Sheriff’s office distributes toys in biggest toy drive to date
There are still thousands of dollars of donations lining the halls at the Gulf County Sheriff’s Office in Port St. Joe, but Pache Batson, who manages civil process for the GCSO, said she already feels relieved.
Batson has spent the past few months alongside Sheriff Mike Harrison orchestrating the sheriff’s annual toy drive. This year, the project will serve 250 Gulf County children. Batson said coordinating the effort has been a massive amount of work.
“It’s not over yet,” she said. “But now the toys are starting to go out to families, and I feel like I can just breathe.”
The sheriff’s annual toy drive, which began taking donations around Thanksgiving, distributed toys, clothing, grocery gift cards and other items on Wednesday and Thursday to Gulf County families in need, as identified by the schools and other organizations working with youths.
Harrison said that this year’s toy drive was the largest the sheriff’s office had ever put on, at least in the ten years since he took office. The need in Gulf County, he said, is growing, with the youth poverty rate expected to rise above the national effort in the upcoming 2020 census calculations.
But growing need is not the only reason this year’s toy drive was so large. Harrison said that over the years, the Sheriff’s Office has taken on the responsibility of gathering Christmas gifts for the county’s youth from various other community organizations.
“It used to be that everyone had small toy drives, and then slowly we just sort of absorbed those,” he said. “And I’m honored that people trust us to handle, I mean, it’s thousands of dollars of donations.”
The drive would not be possible without the level of community involvement that Harrsion said has grown steadily over the years.
This year, he was near certain there would be a surplus of donated toys, which he said the Sheriff’s Office had a plan for.
“Anything that is still here when we are done will be taken to the communities impacted by the tornados,” he said. “We have already contacted some other departments to make that happen and get everything there.”
The sheriff said he expected to be able to send a large number of donations to Kentucky, Tennessee and other affected areas due to the generous and large donations from Gulf County citizens.
“Their communities were decimated. We know what that’s like. I remember the trucks of toys that came here after Hurricane Michael for our children.”
Meet the Editor
Wendy Weitzel, The Star’s digital editor, joined the news outlet in August 2021, as a reporter covering primarily Gulf County.
Prior to then, she interned for Oklahoma-based news wire service Gaylord News and for Oklahoma City-based online newspaper NonDoc.com during her four years at the University of Oklahoma, from which she graduated in May with degrees in online journalism and political science.
While at OU, Weitzel was selected as Carnegie-Knight News21 Investigative Fellow among 30 top journalism students from around the country. She also was senior editor managing a 12-person newsroom in coordination with Oklahoma Watch, a non-profit news organization in eastern Oklahoma.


Instructions for the task:
Could you please retype the records exactly, minus their pictures?
--- Exercise data ---
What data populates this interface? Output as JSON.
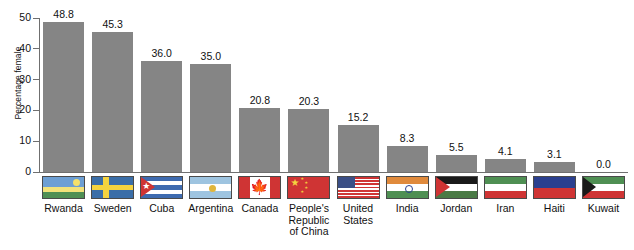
{
  "chart_data": {
    "type": "bar",
    "title": "",
    "xlabel": "",
    "ylabel": "Percentage female",
    "ylim": [
      0,
      50
    ],
    "yticks": [
      "0",
      "10",
      "20",
      "30",
      "40",
      "50"
    ],
    "grid": false,
    "legend": "none",
    "categories": [
      "Rwanda",
      "Sweden",
      "Cuba",
      "Argentina",
      "Canada",
      "People's Republic of China",
      "United States",
      "India",
      "Jordan",
      "Iran",
      "Haiti",
      "Kuwait"
    ],
    "category_labels": [
      "Rwanda",
      "Sweden",
      "Cuba",
      "Argentina",
      "Canada",
      "People's\nRepublic\nof China",
      "United\nStates",
      "India",
      "Jordan",
      "Iran",
      "Haiti",
      "Kuwait"
    ],
    "values": [
      48.8,
      45.3,
      36.0,
      35.0,
      20.8,
      20.3,
      15.2,
      8.3,
      5.5,
      4.1,
      3.1,
      0.0
    ],
    "value_labels": [
      "48.8",
      "45.3",
      "36.0",
      "35.0",
      "20.8",
      "20.3",
      "15.2",
      "8.3",
      "5.5",
      "4.1",
      "3.1",
      "0.0"
    ],
    "flag_names": [
      "rwanda-flag",
      "sweden-flag",
      "cuba-flag",
      "argentina-flag",
      "canada-flag",
      "china-flag",
      "united-states-flag",
      "india-flag",
      "jordan-flag",
      "iran-flag",
      "haiti-flag",
      "kuwait-flag"
    ]
  },
  "colors": {
    "bar_fill": "#858585",
    "axis": "#6f6f6f",
    "text": "#111111",
    "background": "#ffffff"
  }
}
---
Answer to the problem:
What data populates this interface? Output as JSON.
{
  "chart_data": {
    "type": "bar",
    "title": "",
    "xlabel": "",
    "ylabel": "Percentage female",
    "ylim": [
      0,
      50
    ],
    "yticks": [
      "0",
      "10",
      "20",
      "30",
      "40",
      "50"
    ],
    "grid": false,
    "legend": "none",
    "categories": [
      "Rwanda",
      "Sweden",
      "Cuba",
      "Argentina",
      "Canada",
      "People's Republic of China",
      "United States",
      "India",
      "Jordan",
      "Iran",
      "Haiti",
      "Kuwait"
    ],
    "category_labels": [
      "Rwanda",
      "Sweden",
      "Cuba",
      "Argentina",
      "Canada",
      "People's\nRepublic\nof China",
      "United\nStates",
      "India",
      "Jordan",
      "Iran",
      "Haiti",
      "Kuwait"
    ],
    "values": [
      48.8,
      45.3,
      36.0,
      35.0,
      20.8,
      20.3,
      15.2,
      8.3,
      5.5,
      4.1,
      3.1,
      0.0
    ],
    "value_labels": [
      "48.8",
      "45.3",
      "36.0",
      "35.0",
      "20.8",
      "20.3",
      "15.2",
      "8.3",
      "5.5",
      "4.1",
      "3.1",
      "0.0"
    ],
    "flag_names": [
      "rwanda-flag",
      "sweden-flag",
      "cuba-flag",
      "argentina-flag",
      "canada-flag",
      "china-flag",
      "united-states-flag",
      "india-flag",
      "jordan-flag",
      "iran-flag",
      "haiti-flag",
      "kuwait-flag"
    ]
  },
  "colors": {
    "bar_fill": "#858585",
    "axis": "#6f6f6f",
    "text": "#111111",
    "background": "#ffffff"
  }
}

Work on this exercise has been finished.